Allen Hengst: The Spring Valley FUDS clean-up team does not want to have anything to do with the contaminated soil which was moved [pgs. 13 - 14] from Glenbrook Road to Fort Totten 30 years ago. I understand that you washed your hands of that responsibility, but I am pursuing it now with Delegate Norton and ... had a long discussion with her staff last week about the Park Service’s [NPS] so-called investigation of a WWI-era 75mm exposed at Fort Totten Station two years ago. That artillery shell with a hex plug was dumped in 1992 after multiple tons of soil containing munitions debris and lab waste from the 4825/4835 Glenbrook Road construction site was refused [pg. B-7] at Lorton Landfill ...
[In 2021, NPS] searched the footpath, which is about 30 feet wide and 200 feet long. The soil that was moved from the western section of Fort Totten Park on the orders of the Park Service ... to the area where this footpath is — there is no way on God’s green earth that all of that could have been put in that tiny area. [The Park Service] needs to explore to the east and west ... [Norton] either misunderstood what the [NPS] said, or they have misled her. The entire area is not the footpath. She thinks that they searched the entire area, and they are probably thinking, "well we did search the entire area and the entire area is the footpath." Sorry, that is not good enough.
Dear Congresswoman Norton,
... Please note that the ultimate destination of the 1992 toxic Spring Valley fill material was a narrow wooded strip of land east of the Metro station between Gallatin and Galloway Streets, NE, approximately “2100 feet” [sic] east of the original staging area (August 2021 PA/SI Report, Introduction, pg. 2). The controversy that obliges me to write today’s certified letter and my March 12, 2022, blog post — entitled “Norton Falls for NPS Whitewash of Fort Totten WWI-Era Munition" — can be neatly summed up by the statement: it all depends on what you mean by “the entire area.” In his March news article WTOP Reporter Augenstein quotes you extensively, regarding your closed-door session with relevant officials involved in the NPS investigation at Ft. Totten, as stating:
... Please note that the ultimate destination of the 1992 toxic Spring Valley fill material was a narrow wooded strip of land east of the Metro station between Gallatin and Galloway Streets, NE, approximately “2100 feet” [sic] east of the original staging area (August 2021 PA/SI Report, Introduction, pg. 2). The controversy that obliges me to write today’s certified letter and my March 12, 2022, blog post — entitled “Norton Falls for NPS Whitewash of Fort Totten WWI-Era Munition" — can be neatly summed up by the statement: it all depends on what you mean by “the entire area.” In his March news article WTOP Reporter Augenstein quotes you extensively, regarding your closed-door session with relevant officials involved in the NPS investigation at Ft. Totten, as stating:
“We had a very in-depth meeting. There has been a thorough search of the entire area, and no additional ordnance or issues had been turned up — I hope I can rely on that, this time.” “They have assured me that they have done a very thorough search of the entire area.” ... “When they say the entire area, that’s what I’m going to hold them to.”
Of course, as documented in the previously cited August 2021 PA/SI Report, last year's investigation for additional buried Spring Valley WW-I ordnance and COPCs was anything but "thorough." Even though the NPS knew, based on its 2019 SI Report that multiple tons of "uncompacted fill material” was dumped in western Ft. Totten in 1992 "as part of landscape restoration” [Section 2.2, pg. 5] and then removed, the recovery of an AUES UXO in July 2020 on the narrow strip of park land in eastern Ft. Totten did not trigger the wider examination that such a discovery should have warranted. Instead, the agency chose to coverup the existence of additional buried munitions debris and laboratory waste, issuing a clean bill of health for this poisoned site. In short, I believe the Park Service simply examined the narrow quarter-acre footpath and misrepresented that perfunctory search to the Congresswoman as an investigation of "the entire area."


* _DIRECTIONS FOR THIS TASK_
Each entry below should be restated word for word, without any picture it contains.

:::

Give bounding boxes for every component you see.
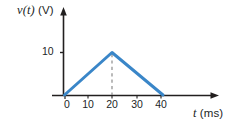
x-axis-label-unit: (ms) bbox=[200, 107, 223, 119]
voltage-waveform-curve bbox=[65, 53, 164, 96]
y-axis-label: v(t) (V) bbox=[17, 4, 54, 17]
x-tick-label-0: 0 bbox=[64, 99, 70, 110]
y-tick-label-10: 10 bbox=[42, 46, 54, 57]
y-axis bbox=[60, 7, 67, 96]
x-tick-label-10: 10 bbox=[82, 99, 94, 110]
x-tick-label-30: 30 bbox=[131, 99, 143, 110]
x-axis-label: t (ms) bbox=[193, 107, 223, 120]
x-axis-arrowhead bbox=[211, 92, 220, 99]
y-axis-arrowhead bbox=[60, 7, 67, 16]
waveform-figure: v(t) (V) t (ms) 10 0 10 20 30 40 bbox=[0, 0, 241, 126]
x-tick-label-20: 20 bbox=[106, 99, 118, 110]
x-axis-label-variable: t bbox=[193, 106, 197, 120]
x-tick-label-40: 40 bbox=[155, 99, 167, 110]
y-axis-label-unit: (V) bbox=[38, 4, 54, 16]
y-axis-label-argument: (t) bbox=[23, 3, 35, 17]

:::

* _ANSWER SPACE_
Give bounding boxes for every component you see.
x-axis-label-unit: (ms) bbox=[200, 107, 223, 119]
voltage-waveform-curve bbox=[65, 53, 164, 96]
y-axis-label: v(t) (V) bbox=[17, 4, 54, 17]
x-tick-label-0: 0 bbox=[64, 99, 70, 110]
y-tick-label-10: 10 bbox=[42, 46, 54, 57]
y-axis bbox=[60, 7, 67, 96]
x-tick-label-10: 10 bbox=[82, 99, 94, 110]
x-tick-label-30: 30 bbox=[131, 99, 143, 110]
x-axis-label: t (ms) bbox=[193, 107, 223, 120]
x-axis-arrowhead bbox=[211, 92, 220, 99]
y-axis-arrowhead bbox=[60, 7, 67, 16]
waveform-figure: v(t) (V) t (ms) 10 0 10 20 30 40 bbox=[0, 0, 241, 126]
x-tick-label-20: 20 bbox=[106, 99, 118, 110]
x-axis-label-variable: t bbox=[193, 106, 197, 120]
x-tick-label-40: 40 bbox=[155, 99, 167, 110]
y-axis-label-unit: (V) bbox=[38, 4, 54, 16]
y-axis-label-argument: (t) bbox=[23, 3, 35, 17]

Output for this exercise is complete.